Modeling legacy code with BIP: how to reduce the gap between formal description and real-time implementation

Author(s):  
Briag Le Nabec ◽  
Belgacem Ben Hedia ◽  
Jean-Philippe Babau ◽  
Mathieu Jan ◽  
Hela Guesmi
1992 ◽  
Vol 25 (11) ◽  
pp. 253-258
Author(s):  
A. García Lirola ◽  
F. Fournón y González-barcia ◽  
F. Gómez Molinero

1983 ◽  
Vol 16 (18) ◽  
pp. 119-126
Author(s):  
F. Boussinot ◽  
R. Martin ◽  
G. Memmi ◽  
G. Ruggiu ◽  
J. Vapné

Author(s):  
F. Boussinot ◽  
R. Martin ◽  
G. Memmi ◽  
G. Ruggiu ◽  
J. Vapné

Author(s):  
HAZEM EL-GENDY ◽  
NABIL EL-KADHI

ISO and IEC have jointly developed two Formal Description Techniques (FDTs) for specifying distributed real time systems such as computer/telecommunications protocols. These are Lotos and Estelle. In this paper, a formal method for automated transformation of a Lotos specification to an Estelle specification is presented. The method is applicable to various Lotos specification styles and to various communications protocols of ISO OSI layers. Our method has applications in conformance testing of such systems and building common semantic model for the various FDTs. In this paper, we develop an algorithm for constructing a 'Data Oriented'-Restricted Behavior Tree T that represent both the control flow aspects and the data flow aspects of the system. Then, we develop an algorithm for constructing the Estelle specifications from T. A minimization rule is also developed to optimize the size of the Estelle specification by reducing both the number of states and the number of transitions.


1992 ◽  
pp. 253-258
Author(s):  
A. García Lirola ◽  
F. Fournón y Gonzalez-Barcia ◽  
F. Gómez Molinero

2017 ◽  
Vol 59 (5) ◽  
Author(s):  
Stefan Kuntz ◽  
Laurent Dieudonne

AbstractThe crucial foundation in developing embedded safety-critical real-time systems based on multicore based platforms is the capability to combined different methodologies and approaches with a sound formal description of the system architecture. With such a system of methodologies and system architectures it is possible to develop a system satisfying all requirements and even being able to optimize the overall system towards domain specific goals. This article discusses activities in ARAMiS, which have been performed on system architecture level, including improvements of modeling existing architectures and design techniques concerning reliability, independence, segregation and determinism for deployment strategies.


Only lines containing "title" belong in the answer, each copied from the entries below.

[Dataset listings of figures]

——————

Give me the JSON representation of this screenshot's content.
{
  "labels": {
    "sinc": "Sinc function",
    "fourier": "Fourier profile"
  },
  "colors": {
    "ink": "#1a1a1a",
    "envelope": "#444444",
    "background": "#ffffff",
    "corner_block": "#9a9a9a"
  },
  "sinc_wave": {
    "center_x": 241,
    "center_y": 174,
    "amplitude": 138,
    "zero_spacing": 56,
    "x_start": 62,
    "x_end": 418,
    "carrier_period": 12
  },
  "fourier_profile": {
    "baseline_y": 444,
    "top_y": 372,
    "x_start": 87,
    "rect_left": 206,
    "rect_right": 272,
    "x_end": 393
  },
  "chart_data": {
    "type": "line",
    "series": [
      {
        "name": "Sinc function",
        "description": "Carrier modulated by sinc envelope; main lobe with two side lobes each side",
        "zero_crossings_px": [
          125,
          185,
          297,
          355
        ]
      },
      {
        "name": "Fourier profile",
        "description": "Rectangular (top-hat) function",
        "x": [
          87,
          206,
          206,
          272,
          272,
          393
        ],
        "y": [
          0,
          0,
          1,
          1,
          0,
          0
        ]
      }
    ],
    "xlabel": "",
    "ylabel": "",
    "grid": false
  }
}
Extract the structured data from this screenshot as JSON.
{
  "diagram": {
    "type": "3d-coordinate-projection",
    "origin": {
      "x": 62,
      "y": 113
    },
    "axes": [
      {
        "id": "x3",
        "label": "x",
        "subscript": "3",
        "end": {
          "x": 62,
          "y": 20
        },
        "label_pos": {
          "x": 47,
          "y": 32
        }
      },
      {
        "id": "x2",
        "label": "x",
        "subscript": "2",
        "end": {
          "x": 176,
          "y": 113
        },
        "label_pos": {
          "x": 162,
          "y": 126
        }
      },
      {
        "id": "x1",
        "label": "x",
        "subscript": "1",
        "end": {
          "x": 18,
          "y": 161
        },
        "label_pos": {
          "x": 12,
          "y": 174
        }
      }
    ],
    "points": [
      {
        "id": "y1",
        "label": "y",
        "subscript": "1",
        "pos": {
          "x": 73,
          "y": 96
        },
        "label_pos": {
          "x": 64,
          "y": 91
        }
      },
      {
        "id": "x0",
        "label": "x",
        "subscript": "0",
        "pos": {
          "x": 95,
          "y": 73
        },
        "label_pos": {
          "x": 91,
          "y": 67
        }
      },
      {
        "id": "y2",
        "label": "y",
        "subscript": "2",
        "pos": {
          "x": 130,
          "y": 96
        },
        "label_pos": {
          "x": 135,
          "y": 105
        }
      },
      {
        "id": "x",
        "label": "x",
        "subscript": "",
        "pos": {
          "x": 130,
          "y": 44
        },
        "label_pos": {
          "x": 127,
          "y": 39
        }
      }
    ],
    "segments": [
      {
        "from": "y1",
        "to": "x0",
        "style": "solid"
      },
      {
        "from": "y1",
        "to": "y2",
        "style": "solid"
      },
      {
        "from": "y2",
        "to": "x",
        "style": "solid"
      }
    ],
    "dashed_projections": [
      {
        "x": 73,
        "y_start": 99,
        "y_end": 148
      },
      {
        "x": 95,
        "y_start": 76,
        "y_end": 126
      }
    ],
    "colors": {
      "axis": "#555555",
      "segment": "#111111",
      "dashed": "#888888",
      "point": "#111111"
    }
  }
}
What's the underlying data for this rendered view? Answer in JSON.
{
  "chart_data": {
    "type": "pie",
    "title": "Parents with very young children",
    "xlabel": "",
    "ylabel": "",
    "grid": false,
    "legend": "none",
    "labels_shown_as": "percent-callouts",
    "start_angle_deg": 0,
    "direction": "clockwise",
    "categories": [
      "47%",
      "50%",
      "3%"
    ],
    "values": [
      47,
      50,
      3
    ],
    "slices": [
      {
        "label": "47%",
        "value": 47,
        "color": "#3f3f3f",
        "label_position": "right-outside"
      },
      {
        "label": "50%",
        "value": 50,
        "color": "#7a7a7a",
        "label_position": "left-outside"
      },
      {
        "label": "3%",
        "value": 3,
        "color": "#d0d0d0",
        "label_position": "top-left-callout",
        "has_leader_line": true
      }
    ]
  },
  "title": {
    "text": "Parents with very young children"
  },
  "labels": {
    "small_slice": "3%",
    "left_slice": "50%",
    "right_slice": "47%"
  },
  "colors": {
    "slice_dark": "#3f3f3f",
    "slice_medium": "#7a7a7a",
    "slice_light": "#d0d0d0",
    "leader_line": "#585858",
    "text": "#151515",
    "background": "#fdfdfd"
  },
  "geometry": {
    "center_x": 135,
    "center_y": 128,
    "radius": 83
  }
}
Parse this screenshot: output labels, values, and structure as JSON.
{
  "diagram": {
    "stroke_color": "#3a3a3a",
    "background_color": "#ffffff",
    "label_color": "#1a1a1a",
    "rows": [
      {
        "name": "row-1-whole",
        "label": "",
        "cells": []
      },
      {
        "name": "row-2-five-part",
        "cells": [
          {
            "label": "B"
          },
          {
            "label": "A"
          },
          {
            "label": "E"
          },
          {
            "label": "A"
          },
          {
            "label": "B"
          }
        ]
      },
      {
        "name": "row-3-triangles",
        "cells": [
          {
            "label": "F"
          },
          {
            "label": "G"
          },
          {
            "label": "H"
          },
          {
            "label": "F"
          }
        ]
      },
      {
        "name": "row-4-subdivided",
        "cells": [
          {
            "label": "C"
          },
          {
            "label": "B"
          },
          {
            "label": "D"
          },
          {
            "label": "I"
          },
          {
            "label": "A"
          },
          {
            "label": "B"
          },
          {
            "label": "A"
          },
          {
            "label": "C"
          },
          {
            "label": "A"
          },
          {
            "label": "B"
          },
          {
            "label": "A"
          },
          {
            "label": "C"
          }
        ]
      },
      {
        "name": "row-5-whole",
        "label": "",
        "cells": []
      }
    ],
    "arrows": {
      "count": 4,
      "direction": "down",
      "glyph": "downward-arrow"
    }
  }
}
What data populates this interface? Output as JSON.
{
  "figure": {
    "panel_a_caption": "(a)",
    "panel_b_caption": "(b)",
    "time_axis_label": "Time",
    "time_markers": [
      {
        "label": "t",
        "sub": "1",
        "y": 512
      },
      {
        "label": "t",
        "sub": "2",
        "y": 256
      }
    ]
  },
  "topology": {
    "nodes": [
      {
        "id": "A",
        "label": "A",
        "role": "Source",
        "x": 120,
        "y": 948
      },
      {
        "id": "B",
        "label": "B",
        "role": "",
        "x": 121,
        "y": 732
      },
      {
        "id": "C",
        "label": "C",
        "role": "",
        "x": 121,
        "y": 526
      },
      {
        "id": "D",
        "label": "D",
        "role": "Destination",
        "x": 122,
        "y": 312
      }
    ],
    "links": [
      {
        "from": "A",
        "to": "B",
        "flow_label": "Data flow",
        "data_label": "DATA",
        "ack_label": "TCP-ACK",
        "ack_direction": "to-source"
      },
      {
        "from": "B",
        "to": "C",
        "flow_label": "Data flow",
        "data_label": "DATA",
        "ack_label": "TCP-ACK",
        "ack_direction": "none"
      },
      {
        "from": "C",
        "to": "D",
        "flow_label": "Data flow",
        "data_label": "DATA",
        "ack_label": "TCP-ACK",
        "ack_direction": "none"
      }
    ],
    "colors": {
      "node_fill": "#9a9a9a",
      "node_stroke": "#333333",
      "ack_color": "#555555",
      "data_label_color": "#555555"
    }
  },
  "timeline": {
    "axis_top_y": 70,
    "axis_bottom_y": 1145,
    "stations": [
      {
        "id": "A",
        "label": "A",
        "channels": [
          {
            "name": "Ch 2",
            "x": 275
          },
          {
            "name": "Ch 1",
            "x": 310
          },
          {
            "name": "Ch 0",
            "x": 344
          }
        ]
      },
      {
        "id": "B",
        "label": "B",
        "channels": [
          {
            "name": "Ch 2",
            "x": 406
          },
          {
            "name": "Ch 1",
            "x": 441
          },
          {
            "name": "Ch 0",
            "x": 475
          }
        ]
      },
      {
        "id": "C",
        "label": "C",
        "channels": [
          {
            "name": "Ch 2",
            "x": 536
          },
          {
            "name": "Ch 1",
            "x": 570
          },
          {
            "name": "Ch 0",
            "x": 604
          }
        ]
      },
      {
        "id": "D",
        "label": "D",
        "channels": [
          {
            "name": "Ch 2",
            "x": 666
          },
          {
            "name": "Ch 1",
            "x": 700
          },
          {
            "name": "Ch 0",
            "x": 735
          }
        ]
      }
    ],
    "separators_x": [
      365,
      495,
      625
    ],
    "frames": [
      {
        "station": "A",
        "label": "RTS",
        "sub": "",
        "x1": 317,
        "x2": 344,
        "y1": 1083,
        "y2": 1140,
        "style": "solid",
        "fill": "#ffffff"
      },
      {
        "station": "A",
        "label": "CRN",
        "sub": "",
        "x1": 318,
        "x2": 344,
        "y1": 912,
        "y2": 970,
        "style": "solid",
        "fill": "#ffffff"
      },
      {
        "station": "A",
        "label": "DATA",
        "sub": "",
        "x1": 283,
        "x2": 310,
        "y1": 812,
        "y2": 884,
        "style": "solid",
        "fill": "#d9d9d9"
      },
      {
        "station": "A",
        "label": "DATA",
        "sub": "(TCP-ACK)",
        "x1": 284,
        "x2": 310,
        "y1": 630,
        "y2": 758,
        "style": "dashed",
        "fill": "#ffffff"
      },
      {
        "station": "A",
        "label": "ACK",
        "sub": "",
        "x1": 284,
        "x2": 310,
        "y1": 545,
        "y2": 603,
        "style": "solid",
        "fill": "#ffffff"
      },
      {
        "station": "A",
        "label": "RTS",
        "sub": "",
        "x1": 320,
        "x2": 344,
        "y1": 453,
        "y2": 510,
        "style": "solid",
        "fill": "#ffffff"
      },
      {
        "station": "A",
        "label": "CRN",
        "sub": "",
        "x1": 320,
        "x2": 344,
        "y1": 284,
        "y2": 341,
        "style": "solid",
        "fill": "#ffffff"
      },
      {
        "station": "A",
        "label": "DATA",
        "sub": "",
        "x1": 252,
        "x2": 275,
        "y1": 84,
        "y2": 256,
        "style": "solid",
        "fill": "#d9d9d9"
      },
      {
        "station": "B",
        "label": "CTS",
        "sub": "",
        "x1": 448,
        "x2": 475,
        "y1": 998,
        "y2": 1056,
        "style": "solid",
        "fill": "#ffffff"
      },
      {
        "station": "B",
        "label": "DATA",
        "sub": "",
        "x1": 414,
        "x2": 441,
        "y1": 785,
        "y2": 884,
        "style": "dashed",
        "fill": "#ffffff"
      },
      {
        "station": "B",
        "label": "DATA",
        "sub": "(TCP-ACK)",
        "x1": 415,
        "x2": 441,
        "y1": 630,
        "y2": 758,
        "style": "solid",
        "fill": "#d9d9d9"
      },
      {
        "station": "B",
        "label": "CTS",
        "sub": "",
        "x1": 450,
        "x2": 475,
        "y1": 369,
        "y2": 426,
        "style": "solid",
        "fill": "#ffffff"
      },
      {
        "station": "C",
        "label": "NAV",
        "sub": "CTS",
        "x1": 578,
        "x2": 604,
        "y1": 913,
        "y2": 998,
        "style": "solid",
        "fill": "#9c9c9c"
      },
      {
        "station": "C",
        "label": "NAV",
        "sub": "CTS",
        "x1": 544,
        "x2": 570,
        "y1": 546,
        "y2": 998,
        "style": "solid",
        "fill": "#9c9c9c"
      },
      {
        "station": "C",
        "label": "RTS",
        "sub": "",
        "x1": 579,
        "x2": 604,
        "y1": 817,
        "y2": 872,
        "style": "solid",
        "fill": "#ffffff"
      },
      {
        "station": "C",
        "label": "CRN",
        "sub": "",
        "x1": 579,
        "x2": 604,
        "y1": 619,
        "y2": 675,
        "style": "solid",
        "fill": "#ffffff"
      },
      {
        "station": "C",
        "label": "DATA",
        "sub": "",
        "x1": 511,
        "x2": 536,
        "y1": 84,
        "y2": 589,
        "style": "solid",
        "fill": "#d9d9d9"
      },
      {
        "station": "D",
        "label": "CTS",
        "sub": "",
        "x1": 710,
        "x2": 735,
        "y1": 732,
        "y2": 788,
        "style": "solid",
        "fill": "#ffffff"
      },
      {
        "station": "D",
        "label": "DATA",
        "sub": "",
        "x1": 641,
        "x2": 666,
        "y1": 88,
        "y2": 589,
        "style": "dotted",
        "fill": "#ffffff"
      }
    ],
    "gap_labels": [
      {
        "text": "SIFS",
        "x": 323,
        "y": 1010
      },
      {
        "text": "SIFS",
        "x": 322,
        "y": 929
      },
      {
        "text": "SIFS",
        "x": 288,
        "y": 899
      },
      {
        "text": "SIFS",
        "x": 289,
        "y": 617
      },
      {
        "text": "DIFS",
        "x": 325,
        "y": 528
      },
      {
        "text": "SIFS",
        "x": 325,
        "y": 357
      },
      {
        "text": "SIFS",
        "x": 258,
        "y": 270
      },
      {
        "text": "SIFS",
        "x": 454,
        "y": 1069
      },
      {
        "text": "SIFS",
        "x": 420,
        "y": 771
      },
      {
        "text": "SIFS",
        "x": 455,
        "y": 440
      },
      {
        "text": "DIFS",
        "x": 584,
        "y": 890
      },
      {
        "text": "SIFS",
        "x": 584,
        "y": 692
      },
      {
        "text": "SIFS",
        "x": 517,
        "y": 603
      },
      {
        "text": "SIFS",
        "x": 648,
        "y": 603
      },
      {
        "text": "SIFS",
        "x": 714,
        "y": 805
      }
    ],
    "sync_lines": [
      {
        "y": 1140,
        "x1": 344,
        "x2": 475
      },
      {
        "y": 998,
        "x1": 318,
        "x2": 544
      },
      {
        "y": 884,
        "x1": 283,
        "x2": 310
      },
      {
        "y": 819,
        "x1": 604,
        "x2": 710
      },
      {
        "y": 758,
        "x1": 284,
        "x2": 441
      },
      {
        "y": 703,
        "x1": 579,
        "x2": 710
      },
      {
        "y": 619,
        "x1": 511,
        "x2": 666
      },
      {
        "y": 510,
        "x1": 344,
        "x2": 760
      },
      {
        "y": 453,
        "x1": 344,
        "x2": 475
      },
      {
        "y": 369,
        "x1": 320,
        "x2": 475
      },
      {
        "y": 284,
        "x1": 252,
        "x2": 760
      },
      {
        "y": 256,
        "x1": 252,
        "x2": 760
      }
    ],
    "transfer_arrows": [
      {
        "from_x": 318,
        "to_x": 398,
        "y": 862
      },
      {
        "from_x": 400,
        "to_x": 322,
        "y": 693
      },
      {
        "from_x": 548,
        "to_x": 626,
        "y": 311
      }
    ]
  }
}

——————

• WRITTEN ANSWER
    "title": "Parents with very young children",
  "title": {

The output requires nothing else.